The shows title cues us into this theme, I suppose. Are these characters more than just dolls in a dollhouse? The main character’s “name” also feeds into this idea: they call her Echo.
I think that might be the most clever aspect of the whole thing. Because “Echo” could evoke the echoes of her own personality breaking through. Or it could refer to the idea that all she can do is “Echo” the traits that she’s programmed with.
There are interesting questions about person-hood and our intrinsic worth running around in all this. And this sub-text kind-of redeems the fact that the shots inside the Dollhouse look a bit like pages torn from Sports Illustrated Swimsuit Calendar.
Is redeems the right word? I enjoy beautiful women, so one one level I don’t mind them all wandering around with empty expressions on their faces.
But perhaps this is the point. I don’t want to feed into the “I’m so beautiful, pity me” idea. But there is something to all that.
Attractive young women are the ones who lives are the most like Dollhouse operatives. We have these expectations we project onto them. We expect them to perform in a certain way. We try to force certain personality characteristics onto them…
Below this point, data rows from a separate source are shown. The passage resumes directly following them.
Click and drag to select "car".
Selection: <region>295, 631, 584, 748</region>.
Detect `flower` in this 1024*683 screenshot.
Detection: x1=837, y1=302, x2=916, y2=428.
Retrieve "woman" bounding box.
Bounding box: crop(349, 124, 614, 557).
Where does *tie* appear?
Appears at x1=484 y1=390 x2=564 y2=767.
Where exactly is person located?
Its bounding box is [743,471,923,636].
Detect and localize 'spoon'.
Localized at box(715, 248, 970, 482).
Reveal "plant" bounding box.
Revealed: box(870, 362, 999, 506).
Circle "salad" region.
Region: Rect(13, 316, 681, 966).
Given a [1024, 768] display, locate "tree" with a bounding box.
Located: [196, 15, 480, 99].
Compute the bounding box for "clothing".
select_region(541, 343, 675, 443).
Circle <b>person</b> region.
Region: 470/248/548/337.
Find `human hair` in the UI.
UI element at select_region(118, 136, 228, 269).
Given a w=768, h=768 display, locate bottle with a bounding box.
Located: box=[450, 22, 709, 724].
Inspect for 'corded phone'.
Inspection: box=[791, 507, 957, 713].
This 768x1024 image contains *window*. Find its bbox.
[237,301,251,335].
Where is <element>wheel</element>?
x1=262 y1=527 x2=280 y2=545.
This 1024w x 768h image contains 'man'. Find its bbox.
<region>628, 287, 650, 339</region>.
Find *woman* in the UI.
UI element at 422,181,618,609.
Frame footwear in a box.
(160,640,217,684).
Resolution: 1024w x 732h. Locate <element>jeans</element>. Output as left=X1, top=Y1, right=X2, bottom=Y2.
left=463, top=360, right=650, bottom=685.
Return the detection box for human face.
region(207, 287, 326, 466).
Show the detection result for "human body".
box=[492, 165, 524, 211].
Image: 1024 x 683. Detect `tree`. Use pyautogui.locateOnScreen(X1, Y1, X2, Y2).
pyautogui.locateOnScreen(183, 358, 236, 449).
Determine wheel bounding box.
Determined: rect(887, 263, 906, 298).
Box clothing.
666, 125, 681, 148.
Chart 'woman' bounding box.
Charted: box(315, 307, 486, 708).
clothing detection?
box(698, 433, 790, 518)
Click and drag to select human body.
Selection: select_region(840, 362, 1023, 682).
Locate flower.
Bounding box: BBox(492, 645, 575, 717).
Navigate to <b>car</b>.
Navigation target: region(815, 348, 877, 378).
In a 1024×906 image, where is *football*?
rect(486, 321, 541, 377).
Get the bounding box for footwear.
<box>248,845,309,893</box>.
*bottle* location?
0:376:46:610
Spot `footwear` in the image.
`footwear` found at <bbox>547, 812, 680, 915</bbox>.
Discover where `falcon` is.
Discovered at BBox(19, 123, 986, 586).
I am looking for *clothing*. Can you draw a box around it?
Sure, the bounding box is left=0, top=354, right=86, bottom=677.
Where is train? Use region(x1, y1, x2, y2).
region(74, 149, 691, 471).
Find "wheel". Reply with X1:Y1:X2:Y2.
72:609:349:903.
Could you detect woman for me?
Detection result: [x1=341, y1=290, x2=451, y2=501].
It occurs to me that this show actually returns to some of the ground Whedon covered with Buffy the Vampire Slayer. The movie that kicked the series off was pretty crappy, but I think what Whedon was trying to do was consider this character who society tried to force into an empty, meaningless existence. She was told that she should be a cheer leader and put socializing at the top of her list of priorities. What she discovered was that she can resist this programming and find a world that is deep and complex and infinitely more rewarding.